The academic who has spent a lifetime doing pro bono legal work
Professor George Williams AO has been the Dean of the UNSW Faculty of Law since June this year. He is also the Anthony Mason Professor, a Scientia Professor at UNSW Law, and Foundation Director of the Gilbert + Tobin Centre of Public Law.
He has written and edited 34 books including Australian Constitutional Law and Theory and The Oxford Companion to the High Court of Australia, and is well known as a media commentator and writer on issues of Constitutional and administrative law.
But perhaps less known about his career is the large amount of pro bono legal work that he has done since being admitted to the NSW Bar just over twenty years ago. He has appeared in Supreme Court, Federal Court and High Court matters in Australia and in the Court of Appeal and Supreme Court of Fiji on a pro bono basis. Also rarely a week goes without him being asked for his opinion on whether a matter has merit, particularly whether it has a chance of being heard and/or being successful in the High Court of Australia. George also sits on the board of the Grata Fund, a not-for-profit public interest litigation fund set up in 2015 to support high-impact strategic litigation.
George notes that whilst constitutional matters can go direct to the High Court, only 6-8 a year make it. In about 90% of the matters that he is asked about, his advice is not to proceed. His detailed knowledge of High Court ‘statistics’, the court’s judgements, its day-to-day business, and where the court has seen it appropriate to intervene previously, is particularly useful in advising on whether a particular fact situation has merit.
George has been involved as counsel in many landmark cases on a pro bono basis. These include cases in the High Court such as Lange v Australian Broadcasting Corporation (1997) (the case that first identified the freedom of political communication in the Constitution); Katinyeri v Commonwealth (1998) (The Hindmarsh Island Bridge case that found the Hindmarsh Island Bridge Act was in contravention of the Racial Discrimination Act and the race power in the Constitution); Plaintiff s157/2002 v Commonwealth (2003)(on appeal from the Refugee Review Tribunal, this is the case that held that the review of certain decisions by the High Court pursuant to s.75(v) of the Constitution could not be ousted by provisions in the Migration Act purporting to do that).
There are many others but one of the most interesting cases has to be Prasad v Republic of Fiji (2001)1.which considered the legality of the Fijian coup of May 2000. George appeared with two Fijian lawyers for a farmer called Chandrika Prasad who sought a declaration that the 1997 Constitution of Fiji remained the supreme law of the Republic of the Fiji Islands and had not been abrogated by the coup. Until the decisions in the Prasad litigation, domestic courts consistently granted the usurper legal recognition. What was remarkable about this case was that post-coup, the government in Fiji accepted the decision of the court that the coup was unlawful and the 1997 Constitution of Fiji remained the supreme law of the Republic of the Fiji Islands.
George says that he would like to see a greater working connection between the academy and the profession and that more academics could and should become involved in pro bono legal work. He says academics come into their own in appellate work; that they are most useful at the edges of the law, in those matters where the law is uncertain, where there are unresolved untested questions.
He notes that the challenge for an academic is to tailor his or her knowledge to the actual matter and to be sensitive to the confines of the way cases have to be run, either for procedural reasons or on the basis of a client’s instructions. But also notes that when an academic is working as part of an experienced legal team, these challenges are not difficult to overcome.
There is also a challenge for law firm pro bono coordinators to be able to find appropriate academics who are willing to consider becoming involved in pro bono matters.
At the UNSW, and other universities there is often a list of academics who are willing to be contacted by the media for comment on areas that concern their expertise which can be a useful starting point for such investigations. This is an area that the Centre is looking at to see what it can do in helping universities, particularly law faculties, make available better and more accessible information in this regard.
1 See Williams George, ‘Republic of Fiji v Prasad: Introduction’ (2001) 2 Melbourne Journal of International Law 144.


* [How to complete this task] Among the lines below, which ones contain the word "text"? Copy every such line.

* [Records provided]
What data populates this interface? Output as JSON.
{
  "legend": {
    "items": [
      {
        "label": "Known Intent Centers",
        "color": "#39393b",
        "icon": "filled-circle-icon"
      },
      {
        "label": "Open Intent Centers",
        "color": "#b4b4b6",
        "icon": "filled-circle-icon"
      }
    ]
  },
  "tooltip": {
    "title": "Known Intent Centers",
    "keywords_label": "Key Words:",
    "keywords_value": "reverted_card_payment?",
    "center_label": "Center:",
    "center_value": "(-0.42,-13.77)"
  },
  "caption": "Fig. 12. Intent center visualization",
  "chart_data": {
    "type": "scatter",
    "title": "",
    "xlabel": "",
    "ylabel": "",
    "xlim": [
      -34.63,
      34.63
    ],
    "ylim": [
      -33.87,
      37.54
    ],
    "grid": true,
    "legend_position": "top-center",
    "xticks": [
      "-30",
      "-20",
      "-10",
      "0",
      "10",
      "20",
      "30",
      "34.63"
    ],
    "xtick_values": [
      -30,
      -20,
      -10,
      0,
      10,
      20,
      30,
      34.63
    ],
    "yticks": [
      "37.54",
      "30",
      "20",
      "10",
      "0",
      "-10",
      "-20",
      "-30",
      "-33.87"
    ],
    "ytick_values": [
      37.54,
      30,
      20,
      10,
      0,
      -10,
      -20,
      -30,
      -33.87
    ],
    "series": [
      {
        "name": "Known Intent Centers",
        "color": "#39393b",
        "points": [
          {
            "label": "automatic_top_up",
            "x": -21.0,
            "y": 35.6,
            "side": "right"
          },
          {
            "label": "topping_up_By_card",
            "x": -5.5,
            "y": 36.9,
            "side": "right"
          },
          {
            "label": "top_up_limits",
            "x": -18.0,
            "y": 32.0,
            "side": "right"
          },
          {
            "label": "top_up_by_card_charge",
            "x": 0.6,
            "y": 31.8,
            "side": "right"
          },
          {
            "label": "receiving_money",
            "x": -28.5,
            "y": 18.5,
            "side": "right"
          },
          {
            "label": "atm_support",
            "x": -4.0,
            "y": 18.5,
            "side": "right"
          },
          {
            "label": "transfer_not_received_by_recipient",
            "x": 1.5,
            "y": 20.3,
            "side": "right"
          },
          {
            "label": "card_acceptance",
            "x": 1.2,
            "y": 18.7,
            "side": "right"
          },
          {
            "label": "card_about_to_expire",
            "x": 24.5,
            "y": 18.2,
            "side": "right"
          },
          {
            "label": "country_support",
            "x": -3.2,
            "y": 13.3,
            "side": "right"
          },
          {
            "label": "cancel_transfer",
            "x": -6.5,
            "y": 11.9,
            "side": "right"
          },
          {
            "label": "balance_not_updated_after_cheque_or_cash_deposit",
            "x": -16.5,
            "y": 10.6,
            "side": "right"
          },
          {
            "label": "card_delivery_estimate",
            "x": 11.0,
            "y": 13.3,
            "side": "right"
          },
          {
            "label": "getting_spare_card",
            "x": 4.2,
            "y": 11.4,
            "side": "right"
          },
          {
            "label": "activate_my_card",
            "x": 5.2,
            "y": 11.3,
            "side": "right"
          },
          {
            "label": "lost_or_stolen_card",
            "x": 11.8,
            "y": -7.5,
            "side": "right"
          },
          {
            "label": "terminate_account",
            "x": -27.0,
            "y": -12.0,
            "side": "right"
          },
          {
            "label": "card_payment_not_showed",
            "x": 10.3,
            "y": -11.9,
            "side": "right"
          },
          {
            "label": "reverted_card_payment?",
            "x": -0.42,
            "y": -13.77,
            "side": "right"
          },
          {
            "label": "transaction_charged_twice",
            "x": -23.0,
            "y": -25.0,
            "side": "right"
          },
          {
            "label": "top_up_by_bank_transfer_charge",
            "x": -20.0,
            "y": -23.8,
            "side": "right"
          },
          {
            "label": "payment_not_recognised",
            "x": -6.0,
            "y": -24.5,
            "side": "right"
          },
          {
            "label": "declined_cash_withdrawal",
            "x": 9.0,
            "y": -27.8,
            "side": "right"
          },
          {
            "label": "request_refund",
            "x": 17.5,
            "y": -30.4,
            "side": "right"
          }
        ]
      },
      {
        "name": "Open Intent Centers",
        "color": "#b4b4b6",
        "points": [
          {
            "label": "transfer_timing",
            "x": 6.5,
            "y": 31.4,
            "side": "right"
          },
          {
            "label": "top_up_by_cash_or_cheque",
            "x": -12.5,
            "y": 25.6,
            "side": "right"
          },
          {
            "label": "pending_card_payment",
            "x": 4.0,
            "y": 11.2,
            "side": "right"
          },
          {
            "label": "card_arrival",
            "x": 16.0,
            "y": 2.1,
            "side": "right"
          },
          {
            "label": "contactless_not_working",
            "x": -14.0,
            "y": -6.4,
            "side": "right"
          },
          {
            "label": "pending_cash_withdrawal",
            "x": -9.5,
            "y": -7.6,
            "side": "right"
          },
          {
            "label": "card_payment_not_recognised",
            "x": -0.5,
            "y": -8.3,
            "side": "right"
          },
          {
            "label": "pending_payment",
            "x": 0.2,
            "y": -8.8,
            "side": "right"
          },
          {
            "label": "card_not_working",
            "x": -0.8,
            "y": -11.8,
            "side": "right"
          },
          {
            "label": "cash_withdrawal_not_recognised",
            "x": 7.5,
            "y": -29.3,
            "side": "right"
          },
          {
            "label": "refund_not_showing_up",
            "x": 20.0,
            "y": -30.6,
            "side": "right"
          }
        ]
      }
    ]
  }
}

* * *

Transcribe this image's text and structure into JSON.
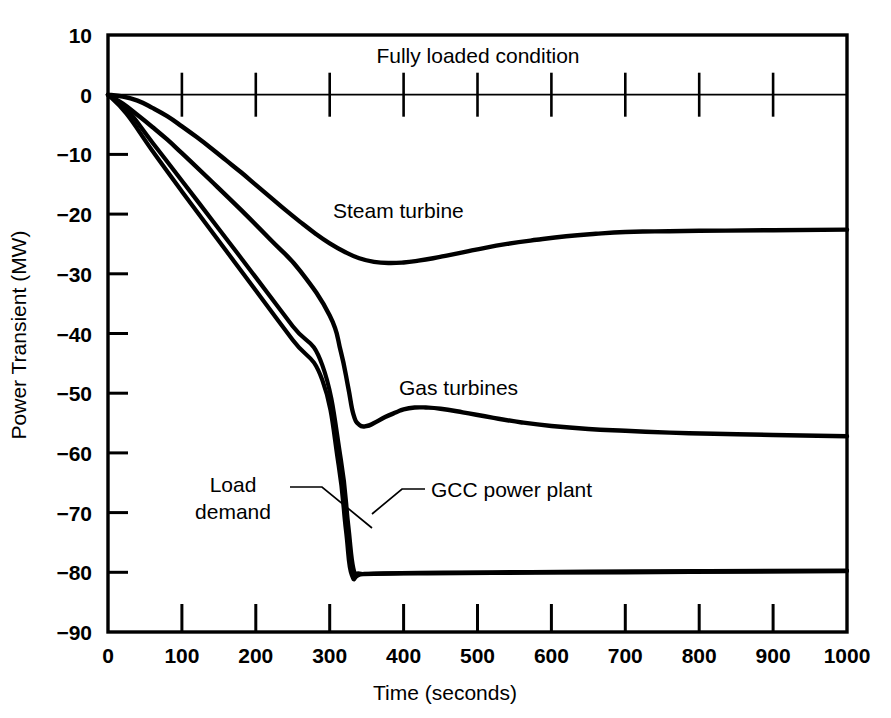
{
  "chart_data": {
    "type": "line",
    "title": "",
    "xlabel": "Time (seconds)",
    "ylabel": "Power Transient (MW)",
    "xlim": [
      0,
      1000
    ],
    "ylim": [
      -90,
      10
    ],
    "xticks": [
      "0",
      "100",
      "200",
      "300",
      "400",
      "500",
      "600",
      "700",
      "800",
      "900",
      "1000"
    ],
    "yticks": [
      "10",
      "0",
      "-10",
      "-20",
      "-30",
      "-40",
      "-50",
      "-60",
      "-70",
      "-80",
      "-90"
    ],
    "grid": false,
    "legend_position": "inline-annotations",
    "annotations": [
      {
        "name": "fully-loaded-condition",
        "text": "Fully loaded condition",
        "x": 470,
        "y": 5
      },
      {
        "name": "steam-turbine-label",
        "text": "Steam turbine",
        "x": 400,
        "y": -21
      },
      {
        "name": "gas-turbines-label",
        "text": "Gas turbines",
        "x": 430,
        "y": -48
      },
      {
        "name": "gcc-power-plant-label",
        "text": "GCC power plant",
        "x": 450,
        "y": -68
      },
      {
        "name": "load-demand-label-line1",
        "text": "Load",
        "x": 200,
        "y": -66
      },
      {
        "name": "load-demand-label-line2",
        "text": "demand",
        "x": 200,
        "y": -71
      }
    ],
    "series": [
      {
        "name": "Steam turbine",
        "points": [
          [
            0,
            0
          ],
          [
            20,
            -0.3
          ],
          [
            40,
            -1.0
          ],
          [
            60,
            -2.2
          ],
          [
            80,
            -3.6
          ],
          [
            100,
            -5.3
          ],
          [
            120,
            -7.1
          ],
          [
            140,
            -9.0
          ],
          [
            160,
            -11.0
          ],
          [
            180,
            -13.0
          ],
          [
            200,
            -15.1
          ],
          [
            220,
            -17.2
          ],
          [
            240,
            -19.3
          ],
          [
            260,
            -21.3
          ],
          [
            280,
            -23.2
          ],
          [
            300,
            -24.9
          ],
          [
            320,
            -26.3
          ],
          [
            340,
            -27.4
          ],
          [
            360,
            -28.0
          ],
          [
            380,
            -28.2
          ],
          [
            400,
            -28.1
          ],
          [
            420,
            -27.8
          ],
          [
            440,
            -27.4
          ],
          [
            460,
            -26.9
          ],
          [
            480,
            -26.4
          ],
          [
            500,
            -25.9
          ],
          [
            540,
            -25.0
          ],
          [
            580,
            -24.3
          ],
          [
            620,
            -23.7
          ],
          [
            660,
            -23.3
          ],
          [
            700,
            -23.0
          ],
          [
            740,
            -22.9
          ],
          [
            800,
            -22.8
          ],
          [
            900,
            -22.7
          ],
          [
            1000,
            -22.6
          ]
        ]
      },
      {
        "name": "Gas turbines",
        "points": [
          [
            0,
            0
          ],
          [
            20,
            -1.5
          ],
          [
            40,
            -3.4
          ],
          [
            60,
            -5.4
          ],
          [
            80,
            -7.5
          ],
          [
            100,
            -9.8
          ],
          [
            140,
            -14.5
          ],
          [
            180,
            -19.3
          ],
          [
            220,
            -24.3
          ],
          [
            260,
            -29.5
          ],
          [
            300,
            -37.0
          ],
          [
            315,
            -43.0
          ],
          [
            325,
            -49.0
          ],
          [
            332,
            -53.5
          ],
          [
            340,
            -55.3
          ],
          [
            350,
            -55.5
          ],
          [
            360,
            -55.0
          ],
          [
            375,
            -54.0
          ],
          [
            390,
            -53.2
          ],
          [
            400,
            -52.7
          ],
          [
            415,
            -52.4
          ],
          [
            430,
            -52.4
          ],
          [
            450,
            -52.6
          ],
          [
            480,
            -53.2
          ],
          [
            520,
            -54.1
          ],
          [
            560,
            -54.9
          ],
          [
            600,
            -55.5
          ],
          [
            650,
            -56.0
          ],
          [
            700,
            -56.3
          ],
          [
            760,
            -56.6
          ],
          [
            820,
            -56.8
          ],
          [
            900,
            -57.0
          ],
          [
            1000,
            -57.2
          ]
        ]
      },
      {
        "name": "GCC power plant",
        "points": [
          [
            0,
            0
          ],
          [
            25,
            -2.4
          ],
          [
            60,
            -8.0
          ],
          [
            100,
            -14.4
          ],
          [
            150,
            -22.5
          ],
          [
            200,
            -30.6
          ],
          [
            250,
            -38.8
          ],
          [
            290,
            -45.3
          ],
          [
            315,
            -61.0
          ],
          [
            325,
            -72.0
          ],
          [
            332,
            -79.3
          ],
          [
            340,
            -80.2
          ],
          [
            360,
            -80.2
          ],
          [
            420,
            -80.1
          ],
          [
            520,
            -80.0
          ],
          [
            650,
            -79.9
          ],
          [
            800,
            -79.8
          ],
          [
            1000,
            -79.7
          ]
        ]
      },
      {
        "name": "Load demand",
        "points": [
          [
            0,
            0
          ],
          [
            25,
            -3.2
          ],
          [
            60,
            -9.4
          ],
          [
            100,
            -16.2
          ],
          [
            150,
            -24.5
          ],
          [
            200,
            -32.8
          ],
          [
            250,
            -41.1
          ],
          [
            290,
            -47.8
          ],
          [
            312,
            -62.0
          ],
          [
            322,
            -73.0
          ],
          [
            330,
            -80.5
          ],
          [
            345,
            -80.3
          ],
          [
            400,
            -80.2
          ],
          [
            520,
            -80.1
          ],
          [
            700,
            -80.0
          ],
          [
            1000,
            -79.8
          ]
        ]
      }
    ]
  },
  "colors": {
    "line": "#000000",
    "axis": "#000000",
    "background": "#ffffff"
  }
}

* [Task output]
Transcribe this image's text and structure into JSON.
        "text": "Fully loaded condition",
        "text": "Steam turbine",
        "text": "Gas turbines",
        "text": "GCC power plant",
        "text": "Load",
        "text": "demand",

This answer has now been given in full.